This unpunctuated exhortation of the dark-eyed prophetess was here diverted into a new channel by the arrival of Miss Patty Honeywood, who had left her cousin Frank, and had brought her sketch-book to the spot where "the pretty gentleman" and the fortune-teller were standing,
"I do so want to draw a real gipsy," she said. "I have never yet sketched one; and this is a good opportunity. These little brownies of children, with their Italian faces and hair, are very picturesque in their rags."
"Oh! do draw them!" said Verdant enthusiastically, as he perceived that the rest of the party had passed out of sight. "It is a capital opportunity, and I dare say they will have no objection to be sketched."
"May the heavens be the hardest bed you'll ever have to lie on my pretty rosebud," said the unpunctuating descendant of John Faa, as she addressed herself to Miss Patty; "and you're welcome to take the poor gipsy's pictur[e] and to cross her hand with the shining silver while she reads the stars and picks you out a prince of a husband and twelve pretty bairns like the" -
"No, no!" said Miss Patty, checking the gipsy in her bounteous promises. "I'll give you something for letting me sketch you, but I won't have my fortune told. I know it already; at least as much as I care to know." A speech which Mr. Verdant Green interpreted thus: Frederick Delaval has proposed, and has been accepted.
"Pray don't let me keep you from the rest of the party," said Miss Patty to our hero, while the gipsy shot out fragments of persuasive oratory. "I can get on very well by myself."
"She wants to get rid of me," thought Verdant. "I dare say her cousin is coming back to her." But he said, "At any rate let me stay until Mr. Delaval rejoins you."
"Oh! he is gone on with the rest, like a polite man. The Miss Maxwells and their cousins were all by themselves."
"But you are all by yourself" and, by your own showing, I ought to prove my politeness by staying with you."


__What is required__
Search the data for the string "name", and report each line where it is found.

__Source records__
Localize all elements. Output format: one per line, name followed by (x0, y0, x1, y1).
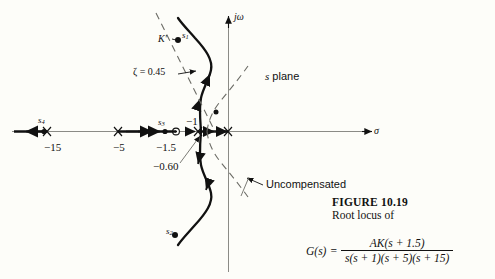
point-label-s3-sub: 3 (162, 120, 165, 127)
root-locus-figure: σ jω s plane −15 −5 −1.5 −1 −0.60 s1 s2 … (0, 0, 495, 279)
equation-equals: = (330, 245, 337, 257)
uncompensated-leader (241, 177, 263, 196)
point-label-s2: s2 (166, 227, 173, 237)
tick-label-minus-1p5: −1.5 (156, 142, 176, 153)
point-label-s4: s4 (38, 116, 45, 126)
complex-root-points (172, 37, 181, 238)
equation-denominator: s(s + 1)(s + 5)(s + 15) (341, 251, 453, 264)
equation-fraction: AK(s + 1.5) s(s + 1)(s + 5)(s + 15) (341, 237, 453, 264)
point-label-s2-sub: 2 (170, 229, 173, 236)
figure-caption: FIGURE 10.19 Root locus of (332, 196, 492, 221)
equation-lhs: G(s) (306, 245, 326, 257)
uncompensated-label: Uncompensated (266, 179, 346, 190)
equation-numerator: AK(s + 1.5) (366, 237, 429, 250)
jomega-axis-label: jω (234, 12, 244, 22)
transfer-function-equation: G(s) = AK(s + 1.5) s(s + 1)(s + 5)(s + 1… (306, 237, 453, 264)
point-s4 (41, 129, 46, 134)
point-label-s3: s3 (158, 118, 165, 128)
figure-caption-subtitle: Root locus of (332, 209, 492, 221)
breakaway-label: −0.60 (153, 161, 178, 172)
damping-ratio-label: ζ = 0.45 (133, 67, 165, 77)
breakaway-leader (180, 136, 200, 163)
gain-marker-label: K′ (158, 34, 167, 44)
point-label-s1: s1 (182, 31, 189, 41)
uncompensated-root-point (214, 110, 219, 115)
point-s3 (162, 129, 167, 134)
tick-label-minus-5: −5 (113, 142, 125, 153)
point-label-s4-sub: 4 (42, 118, 45, 125)
s-plane-label: s plane (265, 71, 299, 82)
tick-label-minus-1: −1 (186, 116, 198, 127)
point-label-s1-sub: 1 (186, 33, 189, 40)
zeta-leader (178, 71, 196, 74)
sigma-axis-label: σ (374, 126, 379, 136)
s-plane-label-text: plane (269, 70, 299, 82)
tick-label-minus-15: −15 (44, 142, 61, 153)
figure-caption-title: FIGURE 10.19 (332, 196, 492, 208)
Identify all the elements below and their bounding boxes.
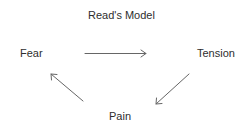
arrow-pain-to-fear — [51, 74, 83, 101]
arrow-fear-to-tension — [85, 50, 146, 57]
arrow-tension-to-pain — [156, 74, 189, 104]
edges-layer — [0, 0, 246, 128]
diagram-canvas: Read's Model Fear Tension Pain — [0, 0, 246, 128]
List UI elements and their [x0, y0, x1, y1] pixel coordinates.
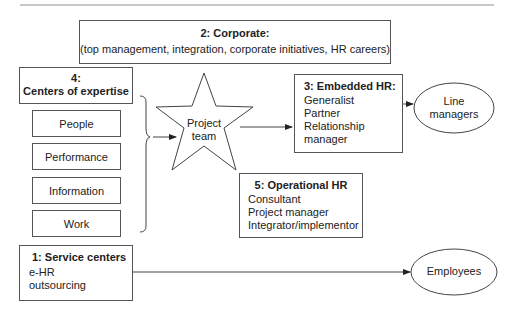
- project-team-line2: team: [174, 130, 234, 143]
- expertise-item-performance: Performance: [32, 143, 121, 170]
- line-managers-line1: Line: [414, 95, 494, 108]
- embedded-hr-item: manager: [304, 133, 402, 146]
- embedded-hr-box: 3: Embedded HR: Generalist Partner Relat…: [294, 74, 403, 153]
- operational-hr-title: 5: Operational HR: [240, 179, 362, 192]
- centers-of-expertise-box: 4: Centers of expertise: [19, 67, 133, 104]
- embedded-hr-item: Generalist: [304, 94, 402, 107]
- service-centers-title: 1: Service centers: [32, 251, 132, 264]
- operational-hr-item: Integrator/implementor: [248, 219, 362, 232]
- project-team-line1: Project: [174, 117, 234, 130]
- corporate-box: 2: Corporate: (top management, integrati…: [79, 20, 391, 64]
- expertise-item-label: Work: [64, 218, 89, 230]
- expertise-item-label: Information: [49, 185, 104, 197]
- expertise-item-label: Performance: [45, 151, 108, 163]
- centers-title-number: 4:: [20, 72, 132, 85]
- embedded-hr-item: Relationship: [304, 120, 402, 133]
- service-centers-item: outsourcing: [29, 279, 132, 292]
- service-centers-item: e-HR: [29, 266, 132, 279]
- corporate-title: 2: Corporate:: [80, 27, 390, 40]
- centers-title: Centers of expertise: [20, 85, 132, 98]
- operational-hr-item: Project manager: [248, 206, 362, 219]
- embedded-hr-item: Partner: [304, 107, 402, 120]
- line-managers-label: Line managers: [414, 95, 494, 121]
- operational-hr-box: 5: Operational HR Consultant Project man…: [239, 173, 363, 238]
- operational-hr-item: Consultant: [248, 193, 362, 206]
- expertise-item-work: Work: [32, 210, 121, 237]
- expertise-item-information: Information: [32, 177, 121, 204]
- embedded-hr-title: 3: Embedded HR:: [304, 80, 402, 93]
- employees-label: Employees: [411, 265, 497, 278]
- corporate-description: (top management, integration, corporate …: [80, 43, 390, 56]
- expertise-item-label: People: [59, 118, 93, 130]
- project-team-label: Project team: [174, 117, 234, 143]
- service-centers-box: 1: Service centers e-HR outsourcing: [19, 245, 133, 301]
- brace-icon: [140, 96, 150, 232]
- line-managers-line2: managers: [414, 108, 494, 121]
- expertise-item-people: People: [32, 110, 121, 137]
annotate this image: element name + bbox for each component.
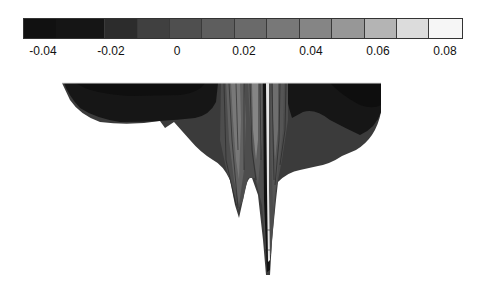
contour-plot <box>0 0 489 291</box>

__Answer space__
Localize all elements. Output format: one per line, name followed by (x0, y0, x1, y1).
annotate this image: element name + bbox for each component.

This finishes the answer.